Peter Fritzsche’s Hitler’s First Hundred Days starts with Hitler’s appointment as chancellor on January 30. Fritzsche notes that there “was no such thing as majority opinion” in fragmented Germany and that the “political system had checkmated itself.” … He continues, “In order to smash the Weimar Republic the men in the room needed the Nazis, and to lever themselves into power, the Nazis needed the men in the room.”
And as we see Trump’s fanatics prepare for a second January 6, we should remember that the “Nazis had no intention of competing in a free and fair election.”
Fritzsche makes the telling argument that violence not only silenced Nazi opponents but was also essential to building support. The ongoing violence, choreographed as public rituals of humiliation that portrayed Nazi opponents as weak and ridiculous, turned entertained spectators into accomplices by virtue of their “voyeuristic pleasure.” The “wave of denunciation” that swept over Germany broadened the ranks of complicity further.
And as the Germans took watched the violence, they changed.
Fritzsche asks how such a “sea change,” in which “more and more Germans” accepted the “necessity of compliance” as well as the Nazi standard of “normality,” was possible. Coercion “played an undeniable role,” he concedes, but ultimately he concludes that “the great achievement of the Third Reich was getting Germans to see themselves as the Nazis did: as an imperiled people who had created for themselves a new lease on collective life,” and that “to make Germany great was to narrate a great awakening.”
Browning quotes Benjamin Carter Hett’s book The Death of Democracy:
“in many ways, our time more closely resembles the 1930s than it does the 1990s,” as the Nazis “were fundamentally a protest reaction against globalization.”
To build the German MAGA movement, truth has to be overcome and replaced by the submission to the Great Leader, the Fuhrer.
The lost war, revolution, unjust peace settlement, economic chaos, and “huge social and technological change” were so intolerable that they led to a rejection of reality by many Germans. And they supported Hitler because he gave “voice to this flight from reality as could no other German politician of his time.” This “hostility to reality translated into contempt for politics” that in turn destroyed the “minimal common ground” that democracy needs to function.
Like Donald Trump, Hitler lied all the time, while revealing his plans to an audience that had stopped reflecting. Truth didn’t matter.
For Hitler his message “had to be simple” and “emotional,” not intellectual. And while he was personally close to no one, he had “a remarkable intuition for the thoughts, hopes, fears, and needs of other people.” Among other traits of Hitler, Hett includes insecurity, intolerance of criticism, bombastic claims about his own achievements, and scorn for intellectuals and experts. Thus without ever mentioning Donald Trump and MAGA, Hett clearly intends to draw parallels between Hitler and the Nazis on the one hand and the current American situation on the other.
And if you are surprised that so many billionaires, powerful and conservative joined forces with a right-wing “national socialist,” you are following in the path of Germany’s conservatives.
Like Ryback and Fritzsche, Hett places ultimate responsibility for Hitler’s ascent on German conservatives, who disdained democracy:
The crisis and the deadlock of 1932 and early 1933, to which Hitler appeared as the only solution, was manufactured by a political right wing that wanted to exclude more than half the population from political representation…. To this end, a succession of conservative politicians…courted the Nazis as the only way to retain power on terms congenial to them. Hitler’s regime was the result.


- Work item
Once the line containing "What do you" is found, please copy it and all lines after it through the end of the records, exactly, leaving out pictures.

*-*-*

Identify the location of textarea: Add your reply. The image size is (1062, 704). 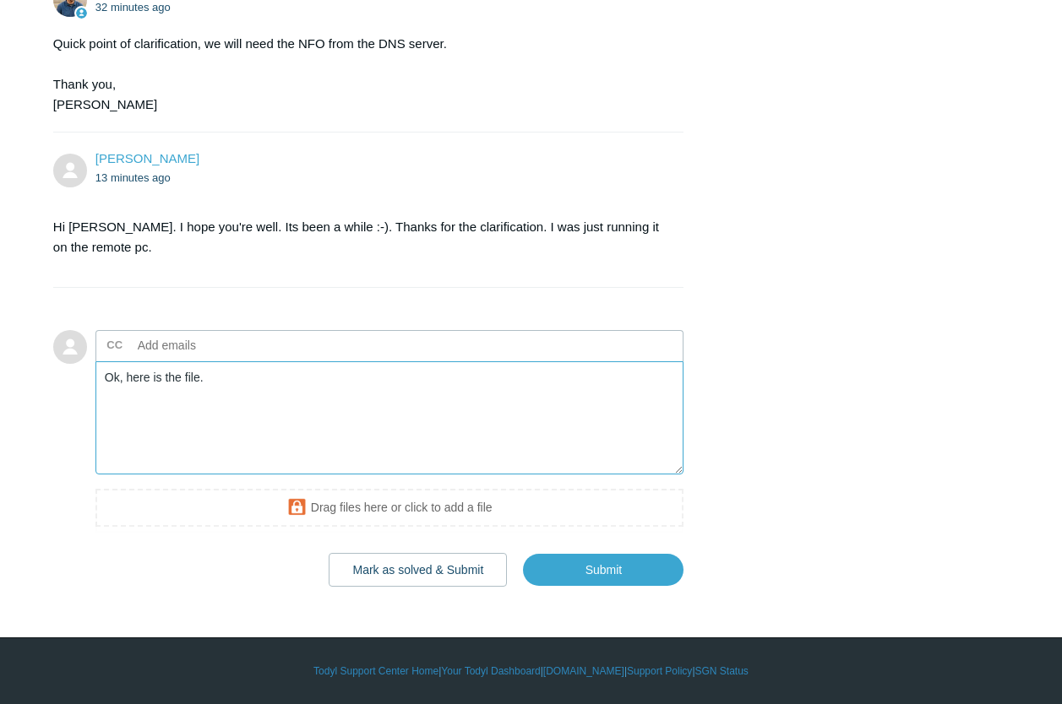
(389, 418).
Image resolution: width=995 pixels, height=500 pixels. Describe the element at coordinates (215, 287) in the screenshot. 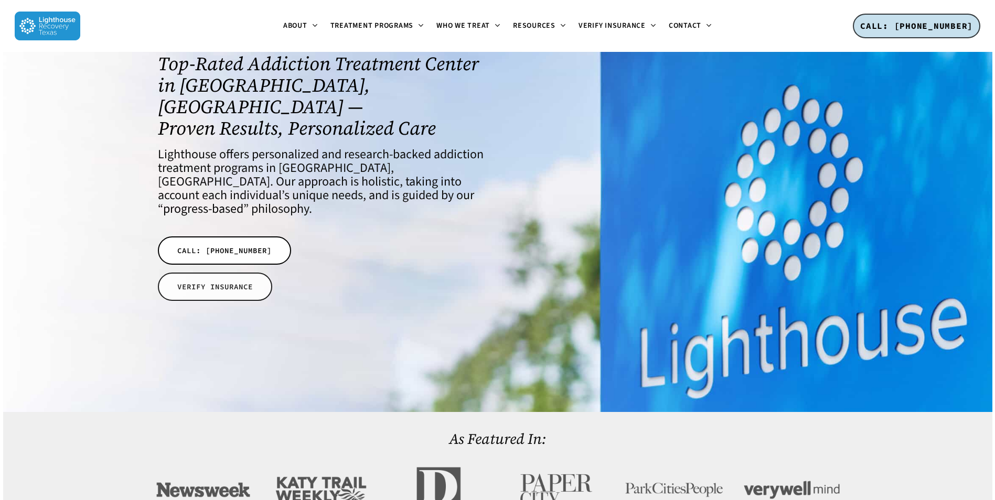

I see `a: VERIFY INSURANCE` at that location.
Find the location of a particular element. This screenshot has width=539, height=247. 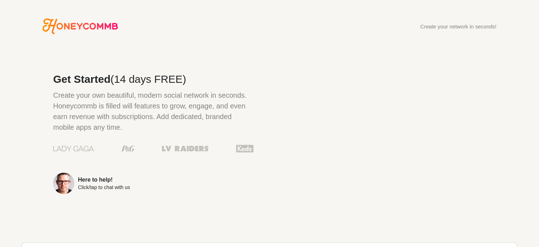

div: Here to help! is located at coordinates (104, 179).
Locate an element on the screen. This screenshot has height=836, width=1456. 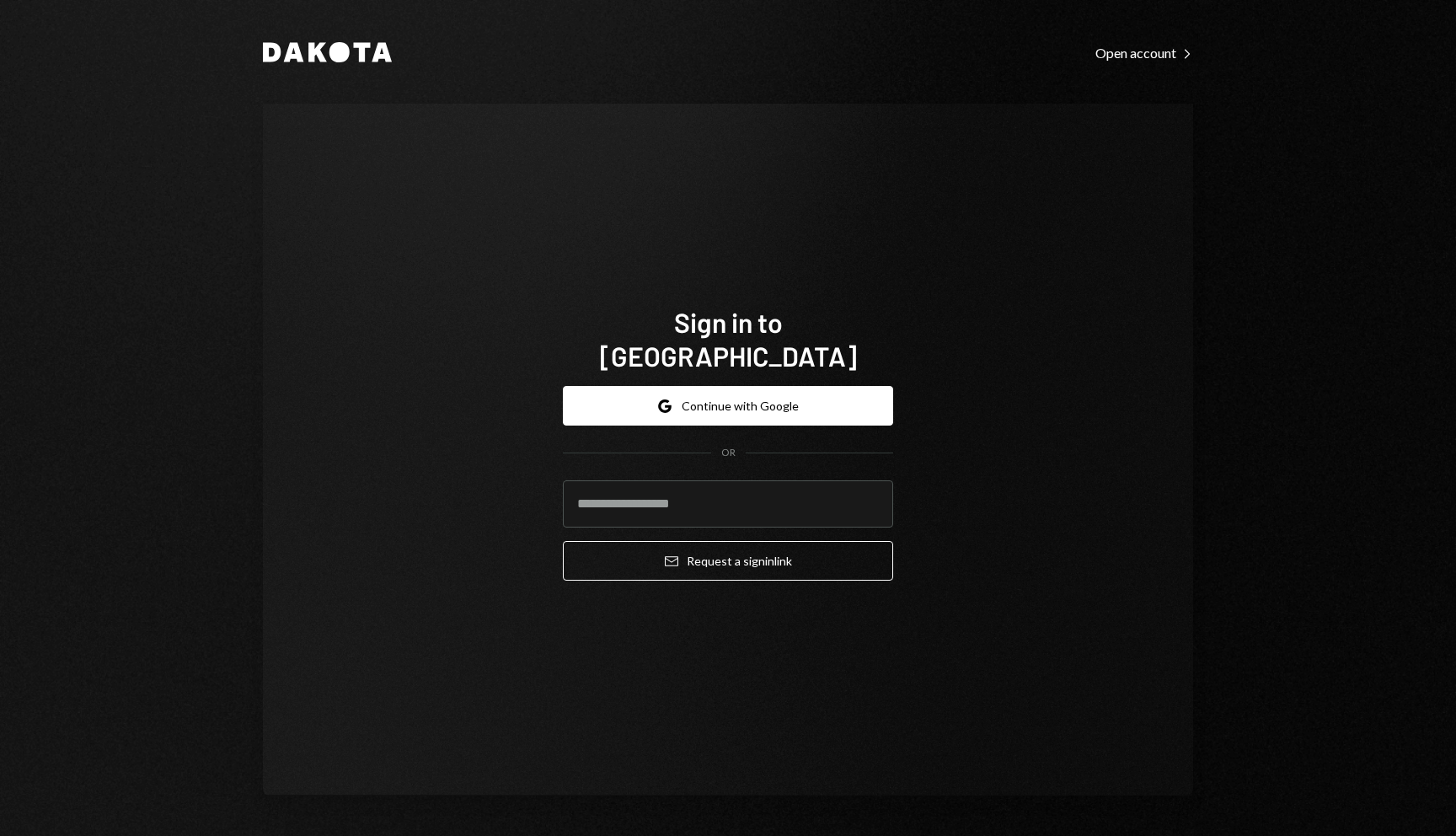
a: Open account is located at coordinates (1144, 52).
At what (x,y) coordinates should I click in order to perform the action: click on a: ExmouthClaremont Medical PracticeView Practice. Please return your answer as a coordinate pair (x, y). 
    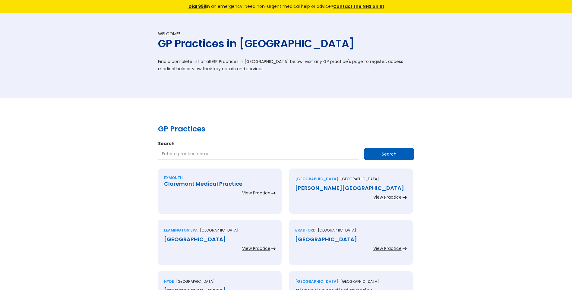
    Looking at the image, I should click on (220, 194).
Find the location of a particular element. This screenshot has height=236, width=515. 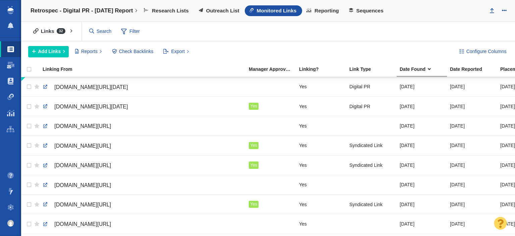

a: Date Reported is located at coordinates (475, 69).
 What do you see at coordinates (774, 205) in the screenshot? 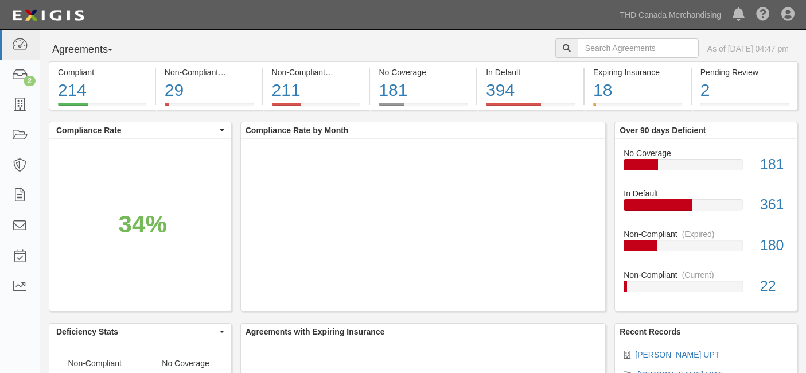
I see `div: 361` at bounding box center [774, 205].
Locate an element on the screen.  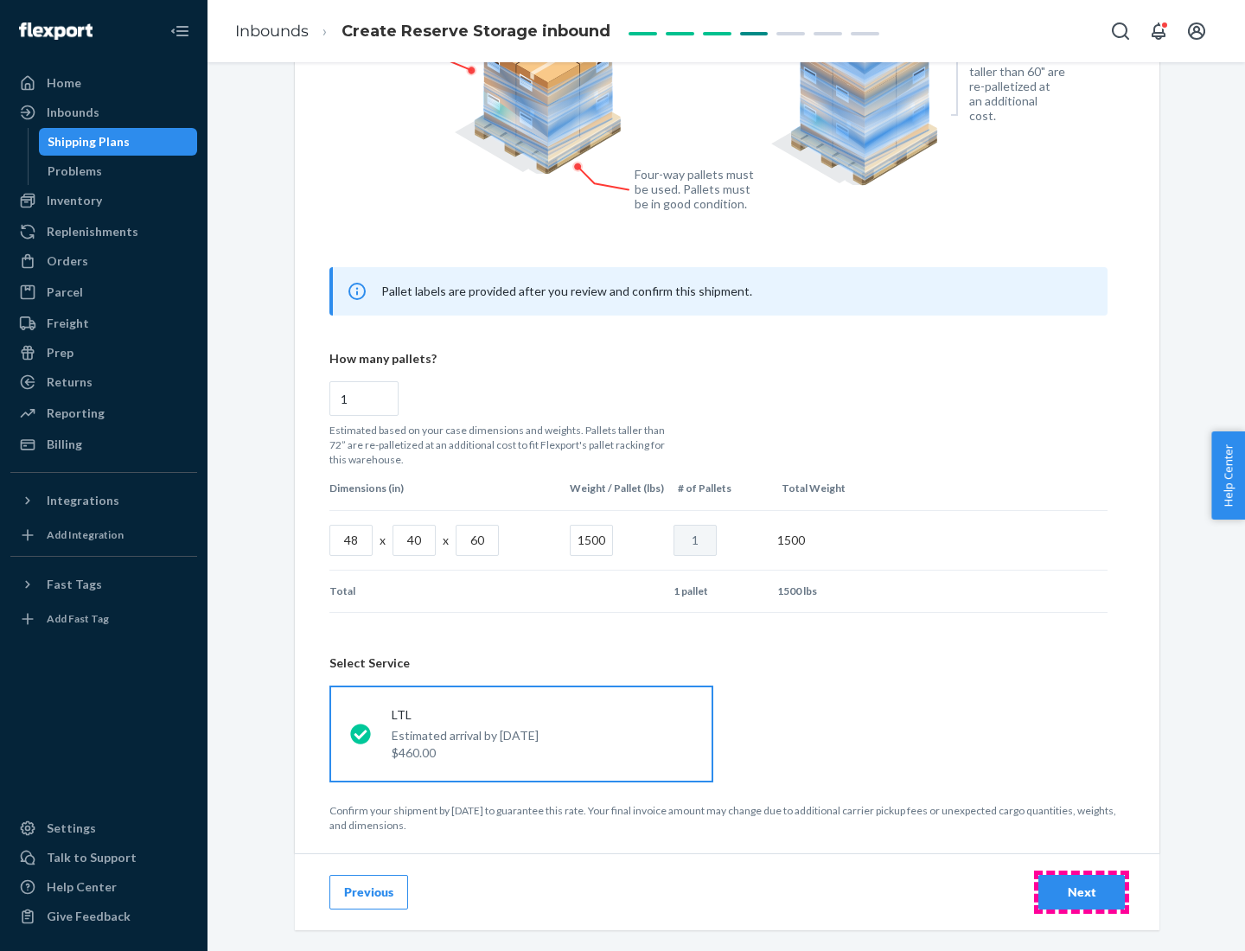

*-*-*

- Exercise result
 What do you see at coordinates (774, 205) in the screenshot? 
I see `div: 361` at bounding box center [774, 205].
Locate an element on the screen.  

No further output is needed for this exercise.